Alex Comfort - Life and Work

Life and Work

Comfort served as a House Physician at the London Hospital and went on to become a lecturer in physiology at the London Hospital Medical College. In 1945 he obtained the Conjoint Board's Diploma in Child Health, and progressed to a PhD in 1950 and a DSc of University College, London in 1963.

A leading pacifist, Comfort considered himself "an aggressive anti-militarist", and he believed that pacifism rested "solely upon the historical theory of anarchism". He was an active member of the Peace Pledge Union (PPU) and Campaign for Nuclear Disarmament, and a conscientious objector in World War II.

Among the works on anarchism by Comfort is Peace and Disobedience (1946), one of many pamphlets he wrote for Peace News and PPU, and Authority and Delinquency in the Modern State (1950). He exchanged public correspondence with George Orwell defending pacifism in the open letter/poem, "Letter to an American Visitor", under the pseudonym "Obadiah Hornbrooke".

Comfort's 1972 book The Joy of Sex earned him worldwide fame and $3 million. But he was unhappy to become known as "Dr. Sex" and to have his other works given so little attention.

Comfort devoted much of the 1950s and 1960s studying the biology of aging (biogerontology) and popularized the subject. He could be called an early biomedical gerontologist (life extensionist) on the basis of his view that science could extend human lifespan. In 1969 he suggested that life expectancy (not simply maximum life span) could be extended to 120 years of age within the next 20 years. Although Comfort believed that aging could be postponed, he did not believe that it could be eliminated, and he did not write about rejuvenation.

Read more about this topic:  Alex Comfort

Famous quotes containing the words life and/or work:

    He was a man of Spartan habits, and at sixty was scrupulous about his diet at your table, excusing himself by saying that he must eat sparingly and fare hard, as became a soldier, or one who was fitting himself for difficult enterprises, a life of exposure.
    Henry David Thoreau (1817–1862)

    The lady—bearer of this—says she has two sons who want to work. Set them at it, if possible. Wanting to work is so rare a merit, that it should be encouraged.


- [Your instructions]: Look through the records and copy each line that has "Pixel" in it.

- [Available data]:
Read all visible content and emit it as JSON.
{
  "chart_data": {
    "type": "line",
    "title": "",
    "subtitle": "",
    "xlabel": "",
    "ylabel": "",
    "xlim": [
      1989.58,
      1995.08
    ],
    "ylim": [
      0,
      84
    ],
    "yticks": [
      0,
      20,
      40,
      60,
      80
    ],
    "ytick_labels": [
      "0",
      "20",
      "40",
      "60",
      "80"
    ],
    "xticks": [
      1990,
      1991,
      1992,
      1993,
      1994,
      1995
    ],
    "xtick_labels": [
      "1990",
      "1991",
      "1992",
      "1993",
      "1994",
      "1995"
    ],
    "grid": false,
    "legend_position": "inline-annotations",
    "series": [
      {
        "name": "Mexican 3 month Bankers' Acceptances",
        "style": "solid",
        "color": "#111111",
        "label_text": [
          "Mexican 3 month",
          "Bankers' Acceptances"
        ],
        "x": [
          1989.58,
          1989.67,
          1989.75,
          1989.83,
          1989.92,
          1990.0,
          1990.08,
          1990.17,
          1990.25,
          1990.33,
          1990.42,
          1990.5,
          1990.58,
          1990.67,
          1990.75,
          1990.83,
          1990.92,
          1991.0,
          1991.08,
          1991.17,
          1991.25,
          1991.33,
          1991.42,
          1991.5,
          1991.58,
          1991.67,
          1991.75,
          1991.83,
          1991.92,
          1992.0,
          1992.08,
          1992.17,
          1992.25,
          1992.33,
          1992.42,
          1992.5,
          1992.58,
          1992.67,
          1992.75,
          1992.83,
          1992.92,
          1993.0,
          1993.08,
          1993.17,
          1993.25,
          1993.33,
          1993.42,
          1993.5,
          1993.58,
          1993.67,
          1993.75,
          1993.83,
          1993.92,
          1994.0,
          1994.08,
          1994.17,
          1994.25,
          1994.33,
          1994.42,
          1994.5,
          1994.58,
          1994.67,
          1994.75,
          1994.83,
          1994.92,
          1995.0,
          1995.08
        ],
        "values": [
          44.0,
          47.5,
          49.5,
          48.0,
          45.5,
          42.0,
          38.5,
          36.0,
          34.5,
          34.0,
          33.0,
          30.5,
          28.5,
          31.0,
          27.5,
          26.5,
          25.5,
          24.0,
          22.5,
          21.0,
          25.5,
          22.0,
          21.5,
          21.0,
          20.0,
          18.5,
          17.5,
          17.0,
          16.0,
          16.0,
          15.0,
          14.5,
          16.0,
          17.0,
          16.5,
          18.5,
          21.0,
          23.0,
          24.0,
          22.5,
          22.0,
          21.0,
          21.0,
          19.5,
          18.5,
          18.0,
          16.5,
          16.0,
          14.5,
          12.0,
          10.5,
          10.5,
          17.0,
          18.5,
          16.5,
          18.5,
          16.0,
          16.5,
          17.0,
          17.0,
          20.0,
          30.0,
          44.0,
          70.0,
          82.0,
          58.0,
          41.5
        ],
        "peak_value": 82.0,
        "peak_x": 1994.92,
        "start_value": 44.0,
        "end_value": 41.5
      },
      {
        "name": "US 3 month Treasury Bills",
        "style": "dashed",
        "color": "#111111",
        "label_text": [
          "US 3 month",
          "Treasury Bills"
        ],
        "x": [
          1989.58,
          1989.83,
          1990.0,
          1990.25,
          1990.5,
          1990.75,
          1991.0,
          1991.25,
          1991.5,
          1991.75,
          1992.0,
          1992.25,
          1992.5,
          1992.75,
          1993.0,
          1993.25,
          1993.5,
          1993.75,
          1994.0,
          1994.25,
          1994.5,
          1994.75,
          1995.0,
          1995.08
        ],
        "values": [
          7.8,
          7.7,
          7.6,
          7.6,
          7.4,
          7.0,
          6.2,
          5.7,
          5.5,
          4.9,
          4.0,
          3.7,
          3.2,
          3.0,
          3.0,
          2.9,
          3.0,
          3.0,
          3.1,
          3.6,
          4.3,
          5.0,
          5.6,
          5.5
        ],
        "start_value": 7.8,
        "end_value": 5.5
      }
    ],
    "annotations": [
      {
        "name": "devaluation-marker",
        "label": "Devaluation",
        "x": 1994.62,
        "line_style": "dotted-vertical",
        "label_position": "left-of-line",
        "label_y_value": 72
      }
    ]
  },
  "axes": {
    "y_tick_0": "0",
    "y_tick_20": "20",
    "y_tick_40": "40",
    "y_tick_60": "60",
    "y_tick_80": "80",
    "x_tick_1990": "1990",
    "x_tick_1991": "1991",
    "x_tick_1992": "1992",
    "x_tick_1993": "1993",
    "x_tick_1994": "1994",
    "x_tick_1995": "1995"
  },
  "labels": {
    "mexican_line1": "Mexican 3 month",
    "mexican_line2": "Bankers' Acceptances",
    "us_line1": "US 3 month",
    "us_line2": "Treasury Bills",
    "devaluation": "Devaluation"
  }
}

==

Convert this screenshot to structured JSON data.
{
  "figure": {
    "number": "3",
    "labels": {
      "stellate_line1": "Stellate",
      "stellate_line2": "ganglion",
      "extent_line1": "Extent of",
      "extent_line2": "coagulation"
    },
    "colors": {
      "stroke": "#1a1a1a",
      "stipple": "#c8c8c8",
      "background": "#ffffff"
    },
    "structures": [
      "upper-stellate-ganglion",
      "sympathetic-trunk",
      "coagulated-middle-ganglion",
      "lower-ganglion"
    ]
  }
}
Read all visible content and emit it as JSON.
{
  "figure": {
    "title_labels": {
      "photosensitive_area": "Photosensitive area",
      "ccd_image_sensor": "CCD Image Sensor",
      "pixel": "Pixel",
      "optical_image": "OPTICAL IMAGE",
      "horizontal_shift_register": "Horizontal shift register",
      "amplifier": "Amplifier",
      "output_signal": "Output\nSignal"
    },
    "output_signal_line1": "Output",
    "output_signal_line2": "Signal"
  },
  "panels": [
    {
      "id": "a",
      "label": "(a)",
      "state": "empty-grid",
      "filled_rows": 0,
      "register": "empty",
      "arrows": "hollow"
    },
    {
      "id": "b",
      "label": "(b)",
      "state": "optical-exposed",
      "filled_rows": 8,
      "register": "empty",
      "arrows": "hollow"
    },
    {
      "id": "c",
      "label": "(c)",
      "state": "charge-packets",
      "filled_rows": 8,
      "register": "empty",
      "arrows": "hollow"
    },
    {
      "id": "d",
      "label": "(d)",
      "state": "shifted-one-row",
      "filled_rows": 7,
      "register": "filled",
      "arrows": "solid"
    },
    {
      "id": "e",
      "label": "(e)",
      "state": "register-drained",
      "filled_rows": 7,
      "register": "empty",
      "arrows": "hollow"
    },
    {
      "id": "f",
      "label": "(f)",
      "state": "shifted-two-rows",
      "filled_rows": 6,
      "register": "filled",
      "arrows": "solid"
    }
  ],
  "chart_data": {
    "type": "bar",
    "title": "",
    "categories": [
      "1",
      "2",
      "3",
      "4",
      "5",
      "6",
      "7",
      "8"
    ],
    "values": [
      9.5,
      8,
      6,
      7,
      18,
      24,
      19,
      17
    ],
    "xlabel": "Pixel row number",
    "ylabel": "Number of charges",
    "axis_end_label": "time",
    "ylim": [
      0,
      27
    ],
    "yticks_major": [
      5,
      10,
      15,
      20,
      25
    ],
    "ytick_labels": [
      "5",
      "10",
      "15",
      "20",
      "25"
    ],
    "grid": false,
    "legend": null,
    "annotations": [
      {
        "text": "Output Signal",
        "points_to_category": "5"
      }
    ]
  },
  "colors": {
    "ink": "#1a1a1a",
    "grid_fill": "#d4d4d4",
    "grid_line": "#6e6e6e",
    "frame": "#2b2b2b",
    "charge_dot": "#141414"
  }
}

- [Exercise answer]:
      "pixel": "Pixel",
    "xlabel": "Pixel row number",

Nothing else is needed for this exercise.